Two apparently separate events occurred this week. Firstly, Gill Marcus, Deputy Minister of Finance, confirmed that the government was contemplating switching the civil service retirement funds from a defined benefit fund, where a pre-determined pension is guaranteed, to a defined contribution scheme, where the risk of receiving an adequate pension switches to the fund member.
Secondly, the markets took another blow with South Africa again among the hardest hit.
These two issues represent intimidating challenges in ensuring that our retirement savings will be sufficient to ensure a contented retirement.
If government goes ahead with the proposals of the National Consultative Retirement Forum (they are only proposals at this stage) to convert to defined contribution funds, the consequences will be enormous for about a million odd people who are members of the funds.

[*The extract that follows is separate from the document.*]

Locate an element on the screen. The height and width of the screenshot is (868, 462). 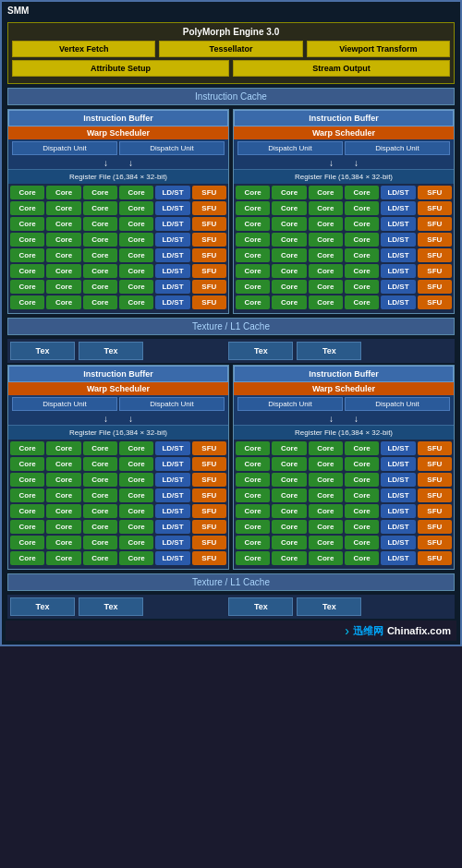
poly-row-1: Vertex Fetch Tessellator Viewport Transf… is located at coordinates (231, 49).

This will also have a major impact on the economy, similar in scale to the proposed demutualisation of life assurance companies Old Mutual and Sanlam.
The most immediate consequence will be the release into the economy for investment of R100 billion, of which a large proportion is likely to be switched from its current home in government bonds to the share market.
This could have a two-fold effect of pushing up the cost of government borrowing while chasing share prices higher.
The reasons for this are that the government pension funds have been forced to invest about 90 percent of the funds they manage in government bonds (or loans to the government). This has meant a captive ready supply of borrowings for government. Take away that source and government is going to have to find more money in the private sector capital markets. If this creates, as it is likely to do, a greater shortage of money available for borrowing, interest rates will go up.
For the individual members of the funds the announcement is generally good news. Firstly the government will now have to make up the shortfall in funding created by the previous government, which plundered the funds, to meet its spendthrift ways (something for which any private sector fund manager would have received a jail sentence).
This will provide civil servants with greater protection, lessening the chances that they could find themselves in the same position as social pensioners in the Eastern Cape, who were disgracefully the soft target of appalling regional government spending allocations this month.
When the funds are fully funded and are under the defined contribution scheme government will also have to give the trustees of the funds full discretion in investment to get the best returns for their members. This will give additional security to members against a government intent on raiding someone else's piggy bank.
But with this greater security will come greater risk. It is the members who will have to carry the risk of investment performance and ensuring that their savings are carefully invested when they retire to ensure a continual flow of funds, which keeps up with inflation.
It is this investment risk that has been highlighted by the recent investment market volatility around the world.
It is also the reason why Personal Finance has for the past two years been warning anyone who has to make a choice between a defined benefit and a defined contribution fund, whether in the private or public sector, to do so with great care. A sustained downturn in the market, particularly shortly before retirement, can dramatically reduce the possibility of a financially carefree retirement.
Of course the opposite is also true. Sustained bull markets could lead to a far higher standard of living in retirement. The point is you need to be aware of the risks because they are all yours on a defined contribution scheme not your employer's.